EXCERPT: GHOST TOWNS OF THE CANADIAN ROCKIES

 

By Tera Swanson

Once bustling centres of industry, these townsites were filled with dreamers and doers, plans and prospects. Today, very little remains of them all.

 
Castle Mt. and Silver City. Image courtesy Whyte Museum of the Canadian Rockies (V256 / PD 1 – 131).

Castle Mt. and Silver City. Image courtesy Whyte Museum of the Canadian Rockies (V256 / PD 1 – 131).

SILVER CITY

Situated in the Bow Valley under the watch of Castle Mountain, Silver City was once a thriving mining town that started – and ended – as one of the region’s largest scandals of the time.

It all began in 1881 when Joe Healy, a prospector and brother of an American entrepreneur, made a trade with a Stoney man for a piece of ore from Copper Mountain, just across the Bow River from Castle Mountain. Healy then headed to Fort Benton, Montana, to have the sample appraised.

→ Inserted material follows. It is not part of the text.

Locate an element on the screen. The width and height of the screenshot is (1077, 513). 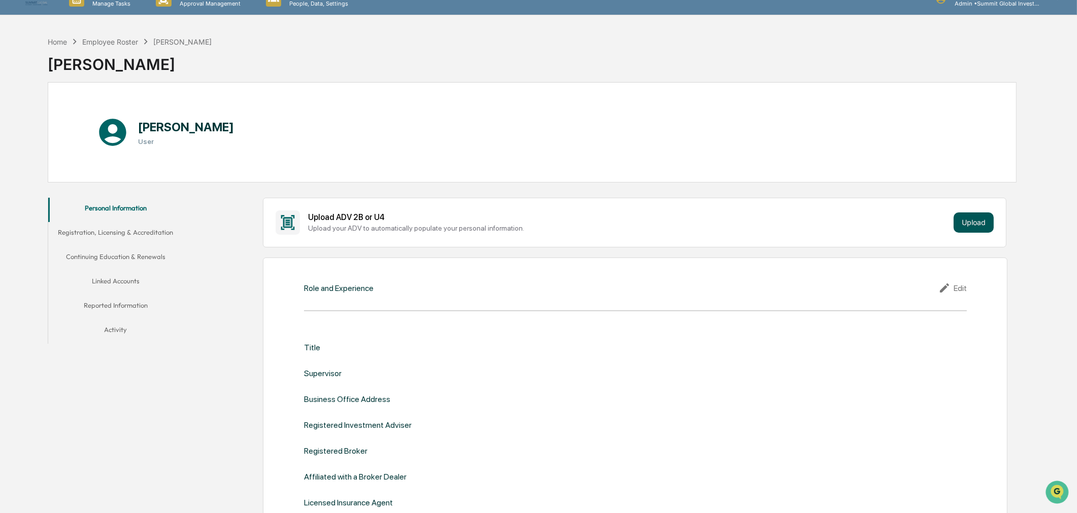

It remains unclear whether the original sample contained enough silver or copper to justify a full-blown mining operation, or whether the findings were embellished, salted or downright falsified in order to attract investors. Some reports suggest that the sample actually contained mere lead sulphides.

Despite the sample’s questionable authenticity, within a few years Healy and his brother had mustered enough interest to draw in investors and prospectors to begin developing the town of Silver City and two mine shafts. One of these prospectors was Joe Smith, a 41-year-old Canadian Pacific Rail (CPR) worker from Montreal.

Joe Smith in front of his cabin at Silver City. Image courtesy Whyte Museum of the Canadian Rockies (V527 / PS 1 – 278 V527 / PS 1 – 278).

Joe Smith in front of his cabin at Silver City. Image courtesy Whyte Museum of the Canadian Rockies (V527 / PS 1 – 278 V527 / PS 1 – 278).

Did You Know?

Different accounts report Silver City’s population to have grown to anywhere from 2,000 to more than 3,000, making it more populous than both Banff and Calgary within the same time period.

Seemingly overnight, the town boomed as other like-minded workers and businessmen seized what would eventually turn out to be a fruitless opportunity. Silver City boasted several saloons, restaurants, a few general stores and a doctor’s office, along with rooming and hotel businesses. Smith began his own venture – a rooming house and pool hall that once hosted the wedding of one of the five unmarried women in town. But, within a few years, the promise of silver went unhonoured. Rumours circulated that swindlers in on the get-rich-quick scam cashed out before being caught. Meanwhile, nearly all of the workers vacated and went on in search of more promising mines.

The town was dismantled to nearly nothing. All that was left were a few storehouses and Smith, alone in his log cabin, the last remaining prospector. But Smith stuck it out, and was able to sustain his livelihood with the meagre mining that remained, supplemented with winter hunting and trapping. He kept ties with friends in Banff who visited him in Silver City, where he remained until 1937. Despite worsening eyesight, he insisted on remaining in his cabin until he could no longer cook and clean for himself. At age 94 he gave in to his friends’ pleas to relocate to the Lacombe Home in Calgary.


Find a copy of Vol. 2 of the Canadian Rockies Annual at canadianrockiesannual.com


Tera Swanson is a freelance writer and graduate from Mount Royal University’s Journalism undergraduate program. Whether laced into hiking boots or clipped into skis, her favourite way to explore the mountains is on her own two feet. She’s always up for anything that will end in the telling of a good story; be it through photography, from pen to paper, or over a locally brewed amber ale.